Wednesday, December 09, 2020

 Good grief! Is there no end to the calamity!

The silver lining that gave hope to newspapers around the country – “It can’t get any worse” – has been drowned by the dark clouds of the coronavirus, which has closed more than 60 newsrooms in America in 2020.

Among entities that has their claws on the BJ over the decades:

Sound Publishing in Washington state laid off 70 people in its Washington and Alaska newsrooms. Sound Publishing owns 49 newsrooms, and the layoffs make up 20% of its workforce. Sound also suspended four print publications in Kitsap County and reduced staff.

Seven McClatchy newspapers will move out of their newsrooms and work remotely for the rest of the year. They are the Miami Herald, the Charlotte (North Carolina) Observer, the McClatchy D.C. office, The State in Columbia, South Carolina, The Modesto (California) Bee, the Merced (California) Sun-Star and the San Luis Obispo (California) Tribune. McClatchy furloughed 4.4% of staff at its 30 papers around the country.

And in Ohio:

Three copy editors took buyouts at the Columbus (Ohio) Dispatch, Poynter. It is owned by Gannett.

Cleveland Scene in Ohio laid off five staffers.

Mount Vernon (Ohio) News, which was locally owned, was sold to Metric Media LLC, cut down to two print days a week and took down its paywall online.

It didn’t matter whether the newspaper was large or small, either.

Hell, the birthplace of the Pulitzer Prizes,  the St. Louis Post Dispatch, eliminated a digital sports editor position. It is owned by Lee Enterprises.

Tribune Publishing announced permanent pay cuts of between 2% and 10% and executives will take pay cuts. Tribune newsrooms include the Chicago Tribune, New York Daily News, The Baltimore Sun and The Virginian-Pilot. It also had furloughs.

When newspapers suffer, so does democracy. They are the watchdogs who shine the public spotlight on corruption by politicians and businesses. Without newspapers, it’s a field day for the big, the bad and the ugly in America.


**Aim of the exercise:**
Return the entries below in their exact form, leaving the pictures out.

··········

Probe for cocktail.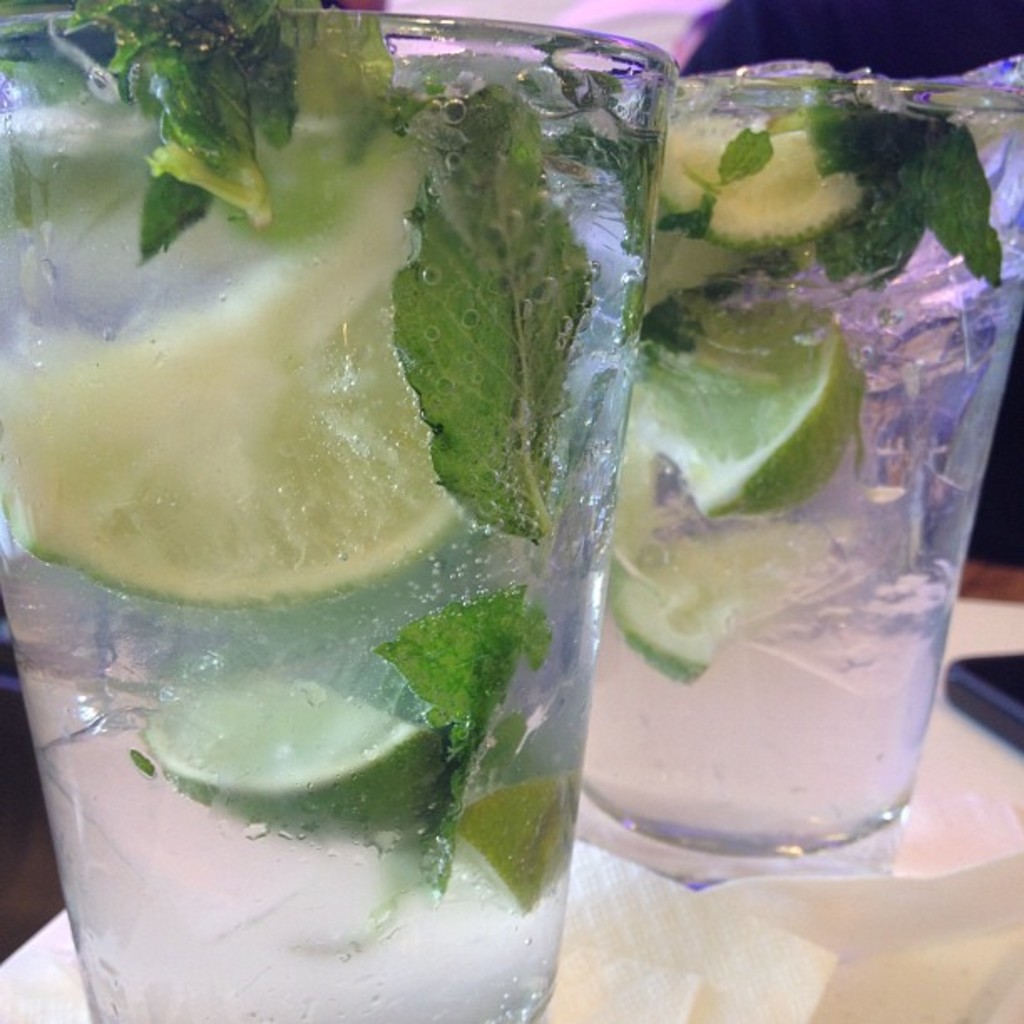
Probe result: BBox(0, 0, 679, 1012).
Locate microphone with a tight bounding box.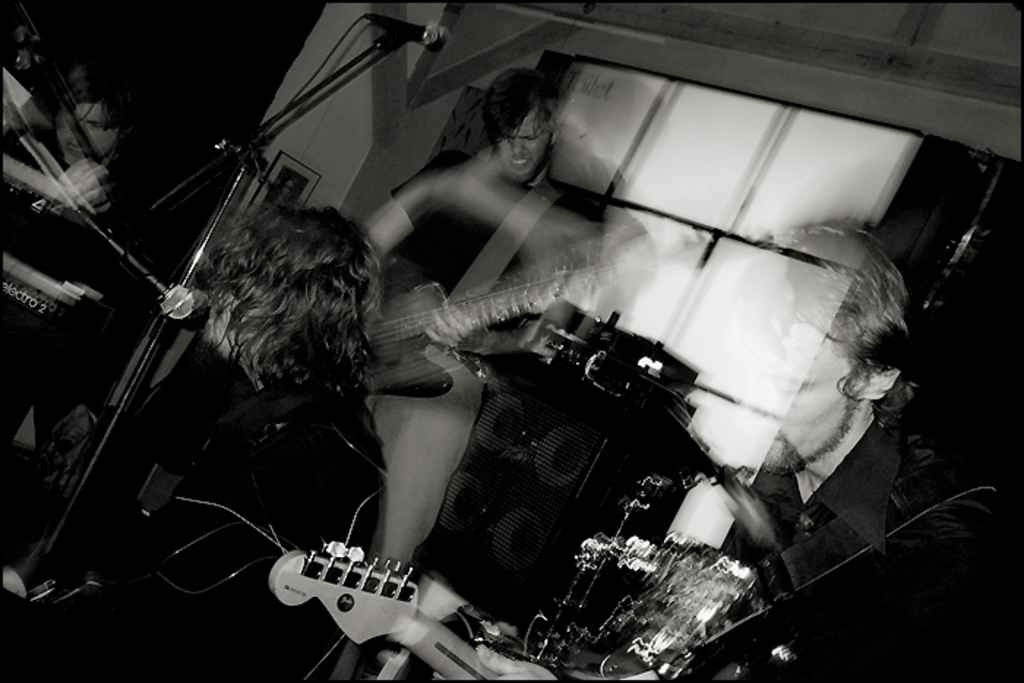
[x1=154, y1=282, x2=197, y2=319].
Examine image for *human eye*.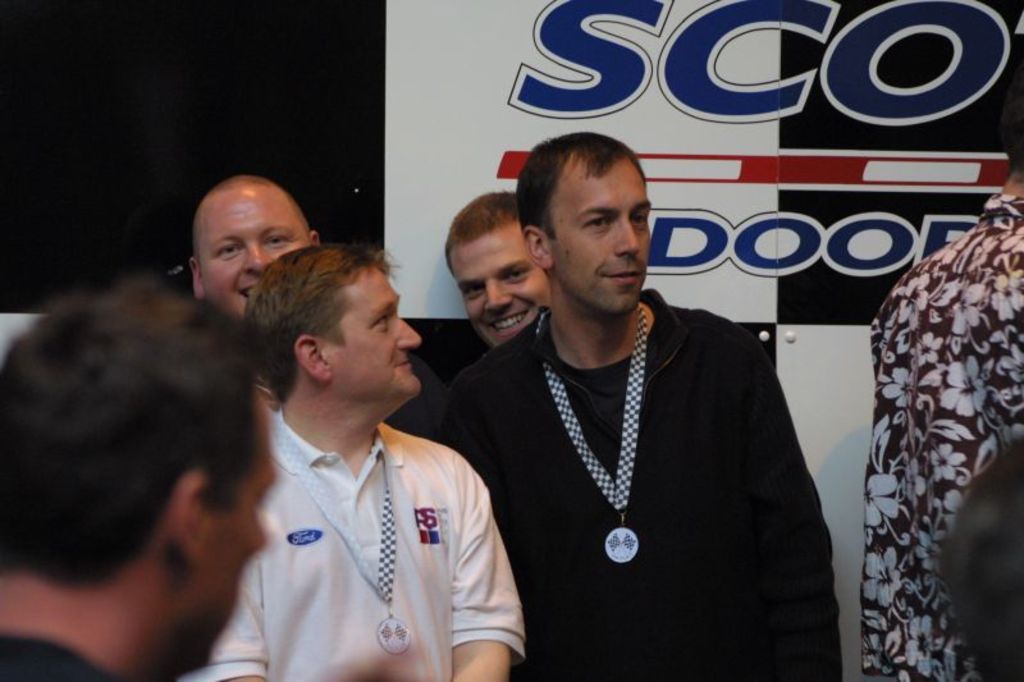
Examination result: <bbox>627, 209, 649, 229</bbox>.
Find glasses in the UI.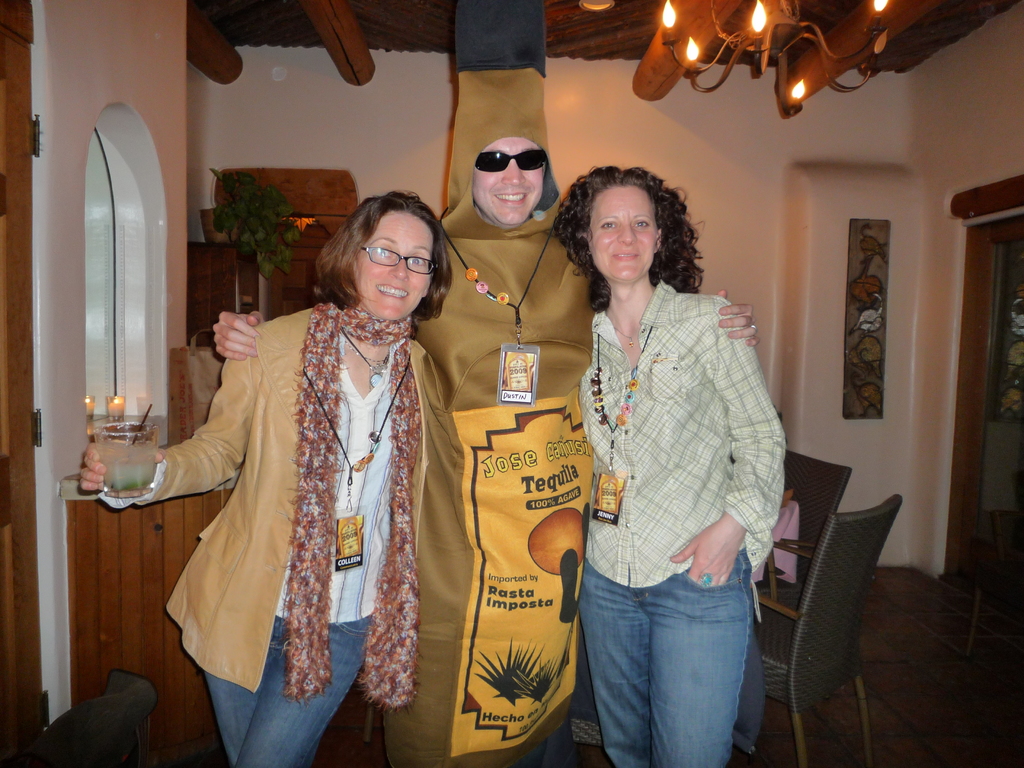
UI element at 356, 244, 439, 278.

··········

**Task result:**
Probe for cocktail.
Probe result: BBox(0, 0, 679, 1012).
Locate microphone with a tight bounding box.
[x1=154, y1=282, x2=197, y2=319].
Examine image for *human eye*.
Examination result: <bbox>627, 209, 649, 229</bbox>.
Find glasses in the UI.
UI element at 356, 244, 439, 278.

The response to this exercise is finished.